Japan develops a method to recover up to 90% of lithium from used EV batteries and it could be a major breakthrough

Published on Apr 22, 2026 at 7:38 PM (UTC+4)
by Author Daisy Edwards
Last updated on Apr 22, 2026 at 7:38 PM (UTC+4) · Edited by Amelia Jean Hershman-Jones
Japan develops a method to recover up to 90% of lithium from used EV batteries and it could be a major breakthrough

In a ground-breaking step forward, Scientists from Japan have developed a new method to recover up to 90 percent of lithium from used EV batteries – and it suddenly feels like great news on Earth Day.

With electric vehicles booming worldwide, the pressure is mounting to find smarter ways to deal with old battery waste.

This new technique doesn’t just recycle materials; it recovers most of them at an unbelievable rate.

And if it delivers at scale, it could change how EV batteries are made and reused for years to come.

A new method to recover up to 90% of lithium from used EV batteries

This huge breakthrough in tech has come from a recycling facility in Japan, where engineers have managed to extract around 90 percent of lithium from used batteries.

That’s a huge leap compared to traditional methods, which often recover less than 50 percent of the material, especially since it feels like a win to celebrate this Earth Day.

At the heart of the process is a clever chemical tweak; instead of using standard sodium hydroxide, the team swapped in recovered lithium hydroxide during recycling, which is a white powder.
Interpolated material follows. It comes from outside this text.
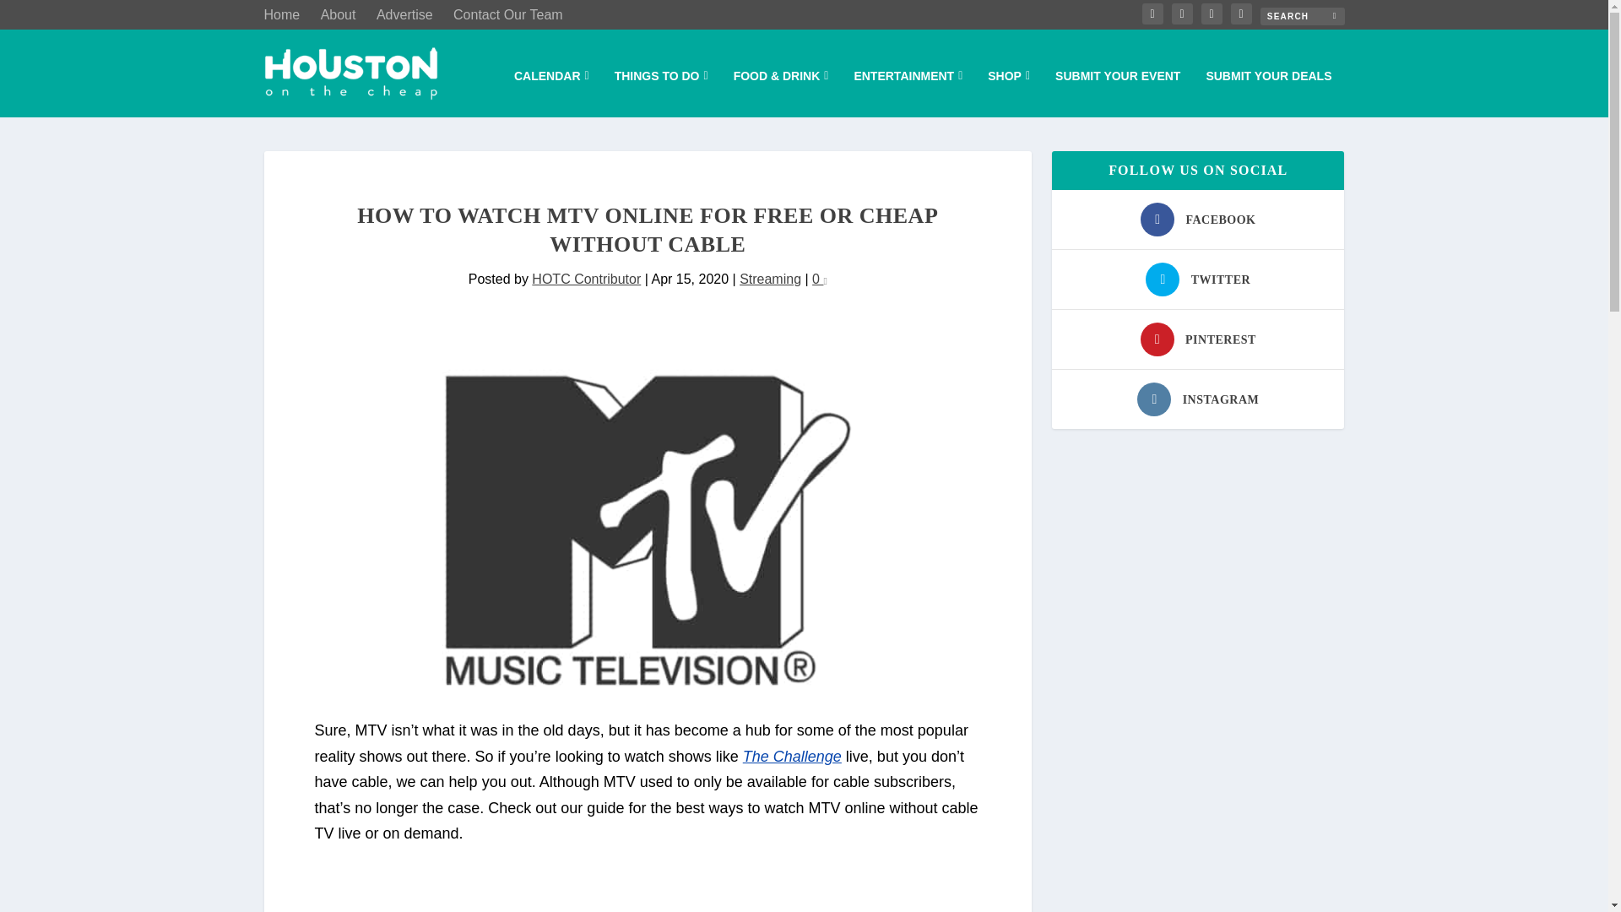  I want to click on About, so click(338, 15).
This helps convert battery waste, known as ‘black mass’, into high-purity lithium that can be reused in new batteries.

Even better, the process isn’t just efficient, it’s better for the environment too, because researchers say it can cut carbon emissions by around 40 percent compared to conventional recycling techniques.
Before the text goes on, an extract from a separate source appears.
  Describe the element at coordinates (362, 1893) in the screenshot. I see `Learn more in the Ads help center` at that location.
It could be a major breakthrough for the future of EVs

This matters because lithium is one of the most critical ingredients in EV batteries, and demand is skyrocketing, as well as mining being expensive, energy-intensive, and often geopolitically complicated.

By recovering lithium domestically, Japan could reduce its reliance on imports and stabilise supply chains.

In fact, the country currently imports almost all of its battery minerals, so recycling at this scale could be a game-changer.

There are still challenges, though: only about 14 percent of used lithium-ion batteries in Japan currently make it into official recycling systems, meaning collection infrastructure needs a serious upgrade.

But with plans to make production even more powerful by 2027 and extract tens of thousands of tons of materials annually by 2035, this innovation could be a big turning point.

If adopted globally, it might not just change lives in Japan; it could save the world.

Follow topics and authors from this story to see more like this in your personalised homepage feed and to receive email updates.